Monday, February 6, 2012
I am an Abolitionist
February 7, 2012 marks the 161st anniversary of the publication of the lyrics to William Lloyd Garrison’s “I am an Abolitionist” in his anti-slavery newspaper The Liberator. Although there had been anti-slave trade and anti-slavery meetings in Philadelphia as early as 1794, the abolitionist movement did not gain momentum until the 1830s.
William Lloyd Garrison, born in Newburyport, Massachusetts in 1805, was one of the leaders of the movement. He was originally involved in the temperance movement, and after meeting abolitionist Benjamin Lundy, Garrison shifted his focus to the immediate abolition of slavery. He promoted emancipation through “moral suasion,” which was nonviolent and nonpolitical resistance. The Liberator was published weekly from January 1831 until after the 13th Amendment was ratified in December of 1865. While considered an important abolitionist publication, the weekly newspaper ran largely at a financial deficit.
Garrison, well-known for his oratory skills, helped to found the New England Anti-Slavery Society in 1832 at the African Meeting House on Beacon Hill. He was also a major force behind the American Anti-Slavery Society, formed in 1833 in Philadelphia, a hub of the anti-slavery Quaker religion.
The Museum of African American History held a rededication ceremony in December 2011 to celebrate the recently finished historic restoration and the 205th anniversary of the African Meeting House, which opened in 1806. The meeting house, the “oldest extant African American church building in the nation constructed primarily by free black artisans,” played host to several significant events during the abolitionist movement.
The State Library holdings relating to Garrison include original issues of The Liberator from August 1859 through December 1865, and microfilm of issues from February 1861 through the last issue on December 29, 1865. The State Library also holds pamphlets of Garrison and other abolitionists’ speeches, a memorial to William Lloyd Garrison printed by the city council in 1886, reprints of records of the New England Anti-Slavery Society as well as many books on abolitionism and the people who led the abolitionist movement.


_What the exercise asks_.
Count every line of the listing where the string "instruction" occurs, and reply with the count alone.

__________

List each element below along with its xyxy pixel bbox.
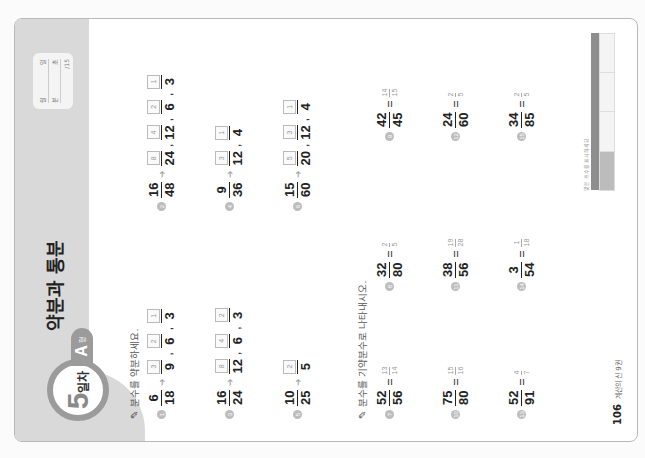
problem-15: 15 3485 = 25 [507,93,536,141]
problem-2: 2 1648 ➜ 824 , 412 , 26 , 13 [147,75,176,211]
answer-fraction: 13 [147,75,176,89]
answer-fraction: 14 [215,126,244,140]
problem-number: 14 [517,282,526,291]
worksheet-page: 5 일차 A 형 약분과 통분 월일 분초 /15 ✎ 분수를 약분하세요. 1… [14,18,638,442]
problem-number: 10 [451,410,460,419]
problem-number: 13 [517,410,526,419]
answer-fraction[interactable]: 118 [513,239,530,247]
arrow-icon: ➜ [293,378,303,386]
answer-fraction[interactable]: 47 [513,371,530,375]
section2-instruction-text: 분수를 기약분수로 나타내시오. [355,281,369,407]
answer-box[interactable]: 8 [147,151,160,165]
problem-number: 11 [451,282,460,291]
answer-box[interactable]: 3 [147,360,160,374]
section2-instruction: ✎ 분수를 기약분수로 나타내시오. [355,281,369,419]
level-letter: A [73,345,91,357]
problem-number: 12 [451,132,460,141]
problem-number: 4 [225,202,234,211]
second-label: 초 [49,59,60,65]
problem-13: 13 5291 = 47 [507,371,536,419]
page-footer: 106 계산의 신 9권 [612,360,623,425]
answer-box[interactable]: 1 [283,100,296,114]
answer-fraction[interactable]: 25 [447,93,464,97]
arrow-icon: ➜ [293,170,303,178]
month-label: 월 [37,97,48,103]
given-fraction: 1648 [147,182,176,198]
answer-fraction[interactable]: 1516 [447,367,464,375]
answer-fraction[interactable]: 1314 [381,367,398,375]
problem-7: 7 5256 = 1314 [375,367,404,419]
legend-caption: 맞은 개수를 표시하세요. [582,33,589,191]
answer-fraction: 412 [147,125,176,139]
problem-1: 1 618 ➜ 39 , 26 , 13 [147,309,176,419]
answer-fraction: 14 [283,100,312,114]
problem-12: 12 2460 = 25 [441,93,470,141]
problem-number: 7 [385,410,394,419]
answer-box[interactable]: 2 [147,100,160,114]
answer-fraction[interactable]: 1928 [447,239,464,247]
problem-number: 1 [157,410,166,419]
answer-box[interactable]: 5 [283,151,296,165]
day-suffix: 일차 [74,371,91,393]
given-fraction: 1624 [215,390,244,406]
answer-fraction: 520 [283,151,312,165]
answer-fraction: 824 [147,151,176,165]
pencil-icon: ✎ [129,411,140,419]
book-name: 계산의 신 9권 [613,360,623,399]
answer-fraction: 26 [147,100,176,114]
problem-10: 10 7580 = 1516 [441,367,470,419]
answer-fraction: 26 [147,334,176,348]
answer-fraction: 46 [215,334,244,348]
given-fraction: 936 [215,182,244,198]
legend-table [591,33,615,191]
answer-box[interactable]: 2 [147,334,160,348]
problem-8: 8 3280 = 25 [375,243,404,291]
section1-instruction: ✎ 분수를 약분하세요. [127,329,141,419]
answer-box[interactable]: 4 [147,125,160,139]
answer-box[interactable]: 2 [215,308,228,322]
answer-fraction[interactable]: 25 [513,93,530,97]
answer-box[interactable]: 1 [147,75,160,89]
problem-number: 8 [385,282,394,291]
arrow-icon: ➜ [157,378,167,386]
problem-6: 6 1560 ➜ 520 , 312 , 14 [283,100,312,211]
pencil-icon: ✎ [357,411,368,419]
answer-box[interactable]: 4 [215,334,228,348]
page-number: 106 [612,404,623,425]
answer-box[interactable]: 3 [283,125,296,139]
problem-number: 6 [293,202,302,211]
answer-fraction: 812 [215,359,244,373]
problem-3: 3 1624 ➜ 812 , 46 , 23 [215,308,244,419]
problem-number: 15 [517,132,526,141]
answer-fraction: 25 [283,360,312,374]
answer-fraction[interactable]: 25 [381,243,398,247]
answer-fraction: 39 [147,360,176,374]
level-tab: A 형 [71,328,93,366]
answer-fraction: 312 [283,125,312,139]
score-total: /15 [61,59,72,69]
arrow-icon: ➜ [157,170,167,178]
problem-9: 9 4245 = 1415 [375,89,404,141]
score-legend: 맞은 개수를 표시하세요. [582,33,615,191]
answer-box[interactable]: 2 [283,360,296,374]
answer-fraction: 23 [215,308,244,322]
day-badge: 5 일차 [47,359,109,421]
answer-box[interactable]: 1 [215,126,228,140]
problem-number: 5 [293,410,302,419]
answer-fraction: 312 [215,151,244,165]
problem-14: 14 354 = 118 [507,239,536,291]
answer-box[interactable]: 8 [215,359,228,373]
day-label: 일 [37,59,48,65]
problem-11: 11 3856 = 1928 [441,239,470,291]
problem-5: 5 1025 ➜ 25 [283,360,312,419]
answer-box[interactable]: 1 [147,309,160,323]
minute-label: 분 [49,97,60,103]
day-number: 5 [61,393,95,410]
problem-4: 4 936 ➜ 312 , 14 [215,126,244,211]
answer-box[interactable]: 3 [215,151,228,165]
answer-fraction: 13 [147,309,176,323]
answer-fraction[interactable]: 1415 [381,89,398,97]
arrow-icon: ➜ [225,170,235,178]
arrow-icon: ➜ [225,378,235,386]
given-fraction: 1025 [283,390,312,406]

__________

_Written response_.
3